The lack of news footage showing Islamic State (ISIL) fighters horsing around on military vehicles proves that the US strategy against the militant group is working, a US government official claimed Monday.
State Department spokesman John Kirby said that the lack of the ostentatious displays by the insurgents demonstrated that, one year on, the US-led coalition was making progress in its campaign “to degrade and destroy ISIL.”
“A year ago they had thousands more pieces of military equipment,” Kirby told reporters, without mentioning that much of it initially belonged to the Pentagon and had been abandoned by the Iraqi army. “You were seeing CNN footage of them driving around doing wheelies on tracked vehicles,” he also said. “You’re not seeing that footage anymore and if you were it’s because it’s old stuff.”
“They aren’t driving around like that anymore,” he added, claiming that fighters have now, “taken to hiding amongst the population,“ and that “they aren’t moving in big formations the way they were.”
The spokesman’s assertions speak less to the fighting ability of ISIL, however, and primarily describe a shift in tactics.
Other areas of success cited by Kirby include the group’s diminishing threat to Baghdad and its shrinking roster of assassinated leaders.
“Nobody is saying they are down and out. We all recognize this is a long fight,” Kirby acknowledged. He claimed, though, “we are in a vastly different place a year later than we were at the outset.”
The US and its allies have conducted 5,000 airstrikes against ISIL targets since launching operations against the group last summer.
Kirby sought to back up comments made last week by the Obama administration’s special counter-ISIL envoy, retired Gen. John Allen.
Allen said that the Pentagon has seen “remarkable progress” in its mission—initially described by President Obama in September 2014 as one “to degrade and destroy” ISIL.
The public comments of government officials evaluating the war against ISIL have come under scrutiny since news broke last month that the Pentagon’s inspector general launched a probe into the politicization of defense intelligence reports.
More than 50 analysts within the Defense Intelligence Agency have come forward, internally, alleging that senior officials pressured them to whitewash negative assessments of the conflict.
The ISIL intelligence reports, which are relied upon by policymakers, including Members of Congress, depicted the US war effort in too positive of a light, the analysts claimed.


**WHAT IS REQUIRED:** In the material below, pictures must be dropped. Repeat exactly, and only, the lines from the line with "is (1239, 700)." to the line with "This screenshot has", both ends included.
───── SUPPLIED ENTRIES ─────
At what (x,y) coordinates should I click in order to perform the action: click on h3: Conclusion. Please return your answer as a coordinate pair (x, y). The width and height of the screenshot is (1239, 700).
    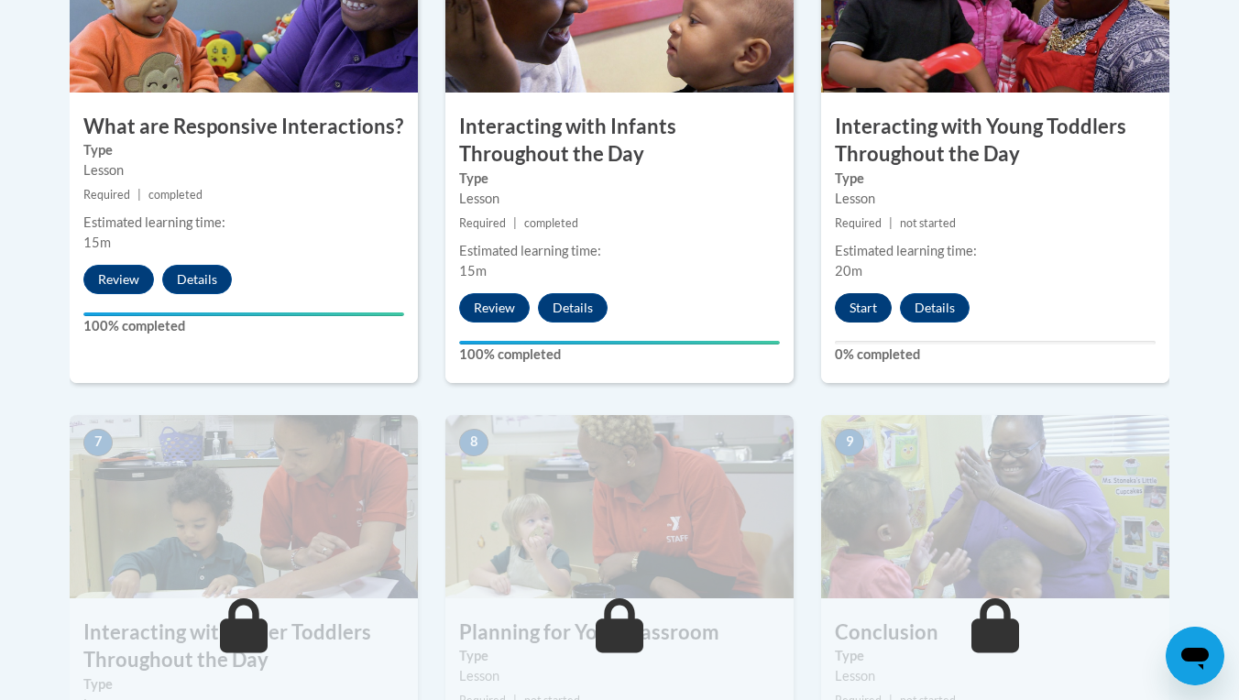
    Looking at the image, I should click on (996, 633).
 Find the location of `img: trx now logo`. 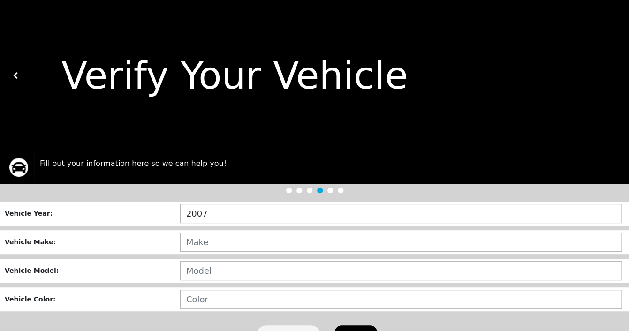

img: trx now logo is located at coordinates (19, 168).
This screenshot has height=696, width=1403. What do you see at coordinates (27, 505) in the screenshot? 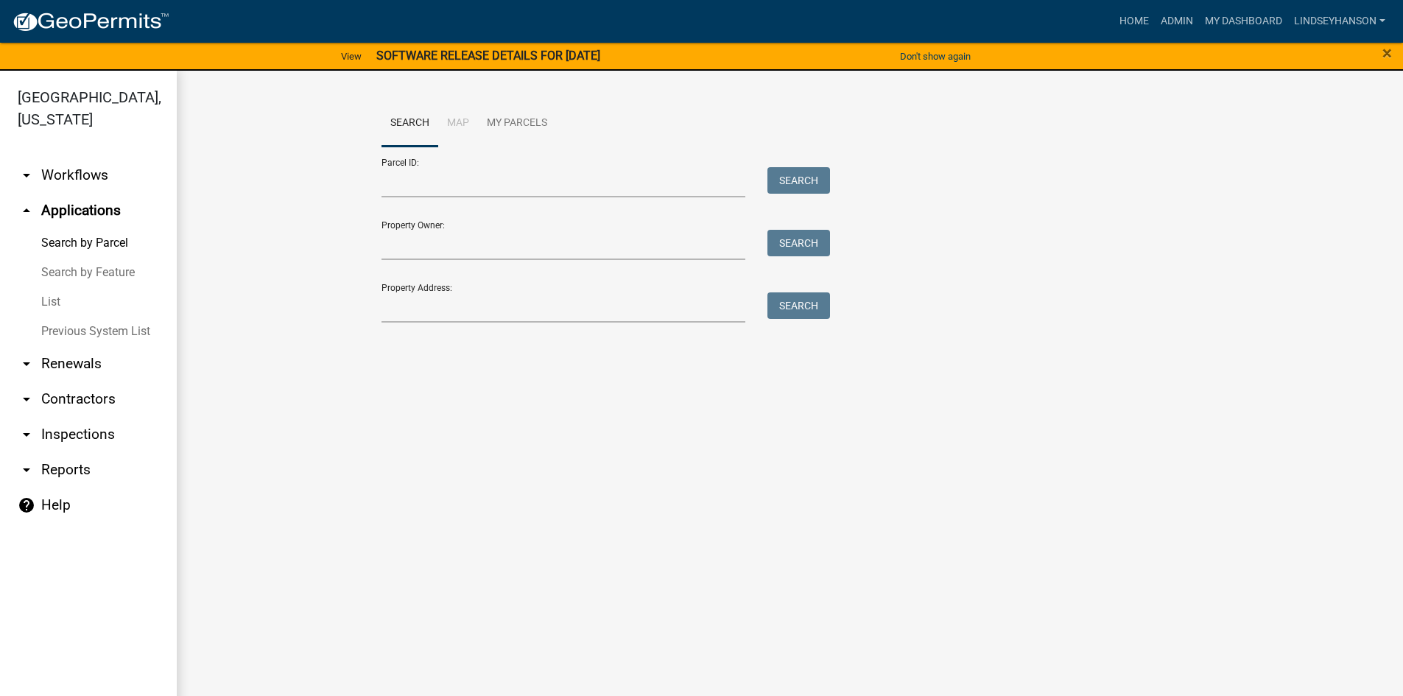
─────
───── SUPPLIED ENTRIES ─────
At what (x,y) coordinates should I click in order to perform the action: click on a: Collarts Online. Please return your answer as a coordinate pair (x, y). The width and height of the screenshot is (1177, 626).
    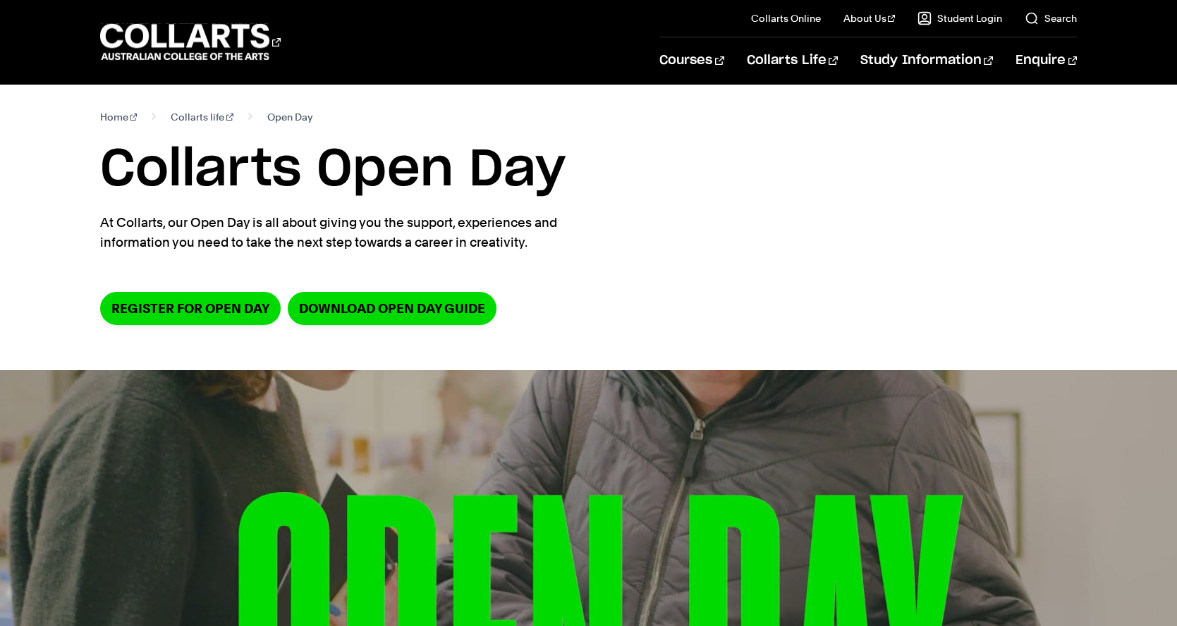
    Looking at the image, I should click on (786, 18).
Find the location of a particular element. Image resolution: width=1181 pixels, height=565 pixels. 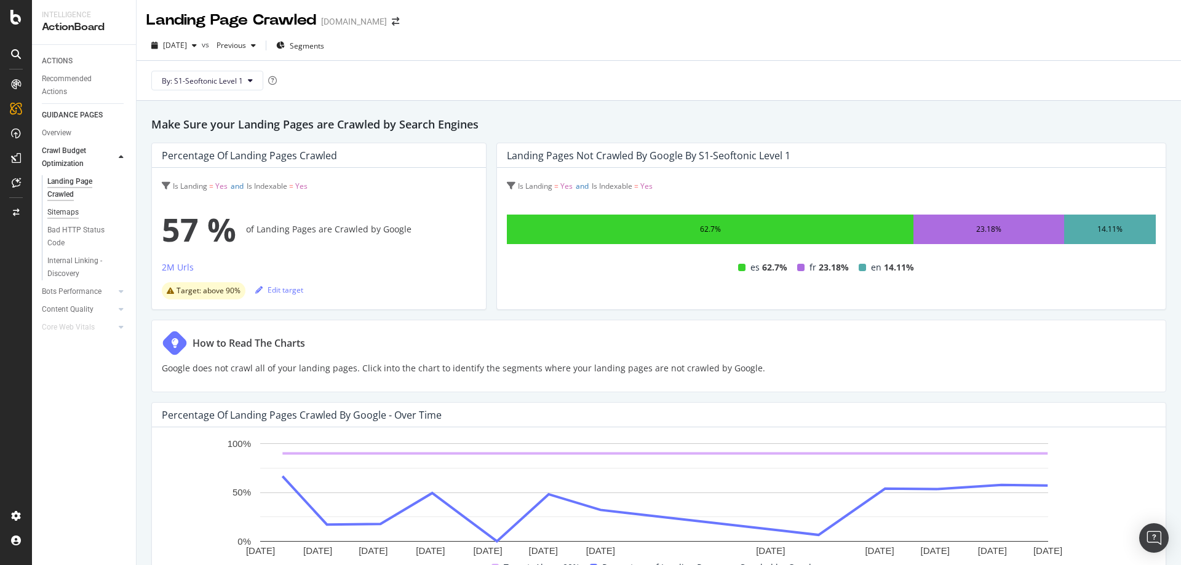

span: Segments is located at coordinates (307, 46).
─────
───── SUPPLIED ENTRIES ─────
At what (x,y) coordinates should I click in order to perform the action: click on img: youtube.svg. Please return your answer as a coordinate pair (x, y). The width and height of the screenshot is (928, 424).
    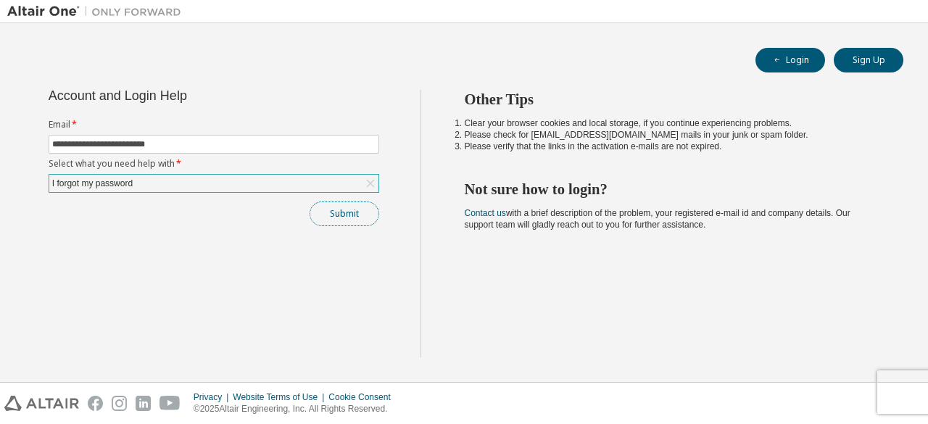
─────
**ANSWER TO THIS PROBLEM:**
At what (x,y) coordinates should I click in order to perform the action: click on h3: Conclusion. Please return your answer as a coordinate pair (x, y). The width and height of the screenshot is (1239, 700).
    Looking at the image, I should click on (996, 633).
 Find the location of `img: trx now logo`. 

img: trx now logo is located at coordinates (19, 168).
This screenshot has height=696, width=1403. What do you see at coordinates (27, 505) in the screenshot? 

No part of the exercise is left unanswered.